The staffing picture reinforces that point. Macrotrends shows Big Lots had 30,300 employees in 2024, down from 32,200 in 2023. That drop is a blunt reminder that restructuring did not just change ownership. It changed the size and shape of the workforce, and it made skills in inventory, digital systems and customer service more valuable than before.

Big Lots’ own careers page says it is recruiting and emphasizes equal employment opportunity, which signals that the company still needs people even after the shrink. But the jobs that return are not likely to look exactly like the ones that vanished. A smaller store base, more inventory discipline and more reliance on operational tools mean that the workers who can move between merchandising, systems and customer support will carry more of the load.

The bigger lesson for Big Lots

NRF’s forecast says retail sales are still expected to grow, but the winners will be the chains that can translate value into execution. At Big Lots, that means the store is no longer just a place to sell cheap furniture and home goods. It is where supply-chain discipline, labor management and technology now collide every day.

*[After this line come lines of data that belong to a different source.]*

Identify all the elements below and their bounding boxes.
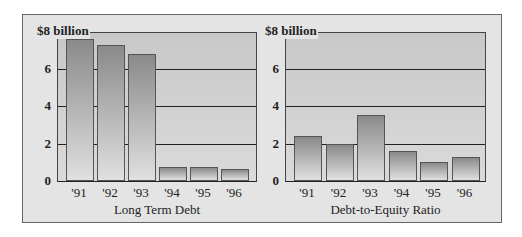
- y-tick-label: 0: [37, 173, 51, 189]
- x-axis-title: Long Term Debt: [57, 202, 257, 218]
- x-tick-label: '91: [292, 185, 322, 201]
- x-tick-label: '94: [387, 185, 417, 201]
- x-tick-label: '94: [157, 185, 187, 201]
- chart-debt-to-equity: '91'92'93'94'95'960246$8 billionDebt-to-…: [263, 15, 503, 222]
- x-tick-label: '95: [418, 185, 448, 201]
- bar-92: [97, 45, 125, 181]
- x-tick-label: '92: [95, 185, 125, 201]
- plot-area: [57, 32, 257, 182]
- plot-area: [285, 32, 486, 182]
- bar-91: [294, 136, 322, 181]
- x-tick-label: '91: [64, 185, 94, 201]
- chart-frame: '91'92'93'94'95'960246$8 billionLong Ter…: [22, 14, 502, 223]
- bar-95: [420, 162, 448, 181]
- x-tick-label: '92: [324, 185, 354, 201]
- gridline: [286, 106, 485, 107]
- bar-93: [357, 115, 385, 181]
- y-tick-label: 6: [265, 61, 279, 77]
- bar-91: [66, 39, 94, 182]
- x-tick-label: '93: [355, 185, 385, 201]
- gridline: [286, 69, 485, 70]
- bar-96: [221, 169, 249, 181]
- y-tick-label: 2: [37, 136, 51, 152]
- bar-94: [159, 167, 187, 181]
- bar-94: [389, 151, 417, 181]
- x-axis-title: Debt-to-Equity Ratio: [285, 202, 486, 218]
- x-tick-label: '93: [126, 185, 156, 201]
- y-tick-label: 6: [37, 61, 51, 77]
- bar-93: [128, 54, 156, 182]
- y-tick-label: 0: [265, 173, 279, 189]
- y-max-label: $8 billion: [265, 23, 318, 39]
- x-tick-label: '96: [219, 185, 249, 201]
- bar-95: [190, 167, 218, 181]
- y-tick-label: 2: [265, 136, 279, 152]
- y-tick-label: 4: [265, 98, 279, 114]
- y-tick-label: 4: [37, 98, 51, 114]
- x-tick-label: '96: [450, 185, 480, 201]
- bar-96: [452, 157, 480, 181]
- chart-long-term-debt: '91'92'93'94'95'960246$8 billionLong Ter…: [23, 15, 263, 222]
- x-tick-label: '95: [188, 185, 218, 201]
- bar-92: [326, 144, 354, 182]
- y-max-label: $8 billion: [37, 23, 90, 39]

The result is a harder, more demanding version of retail work. It is also a clearer one. The chain that emerges from bankruptcy will depend on workers who can keep goods moving, use new tools quickly and make value visible to shoppers who still want both low prices and a store that feels reliable.

This article was produced by Prism’s automated news system from verified source data, official records, and press releases, then run through automated quality and moderation checks before publishing. The system is built and supervised by the people who set the standards it runs under. Read our full AI policy.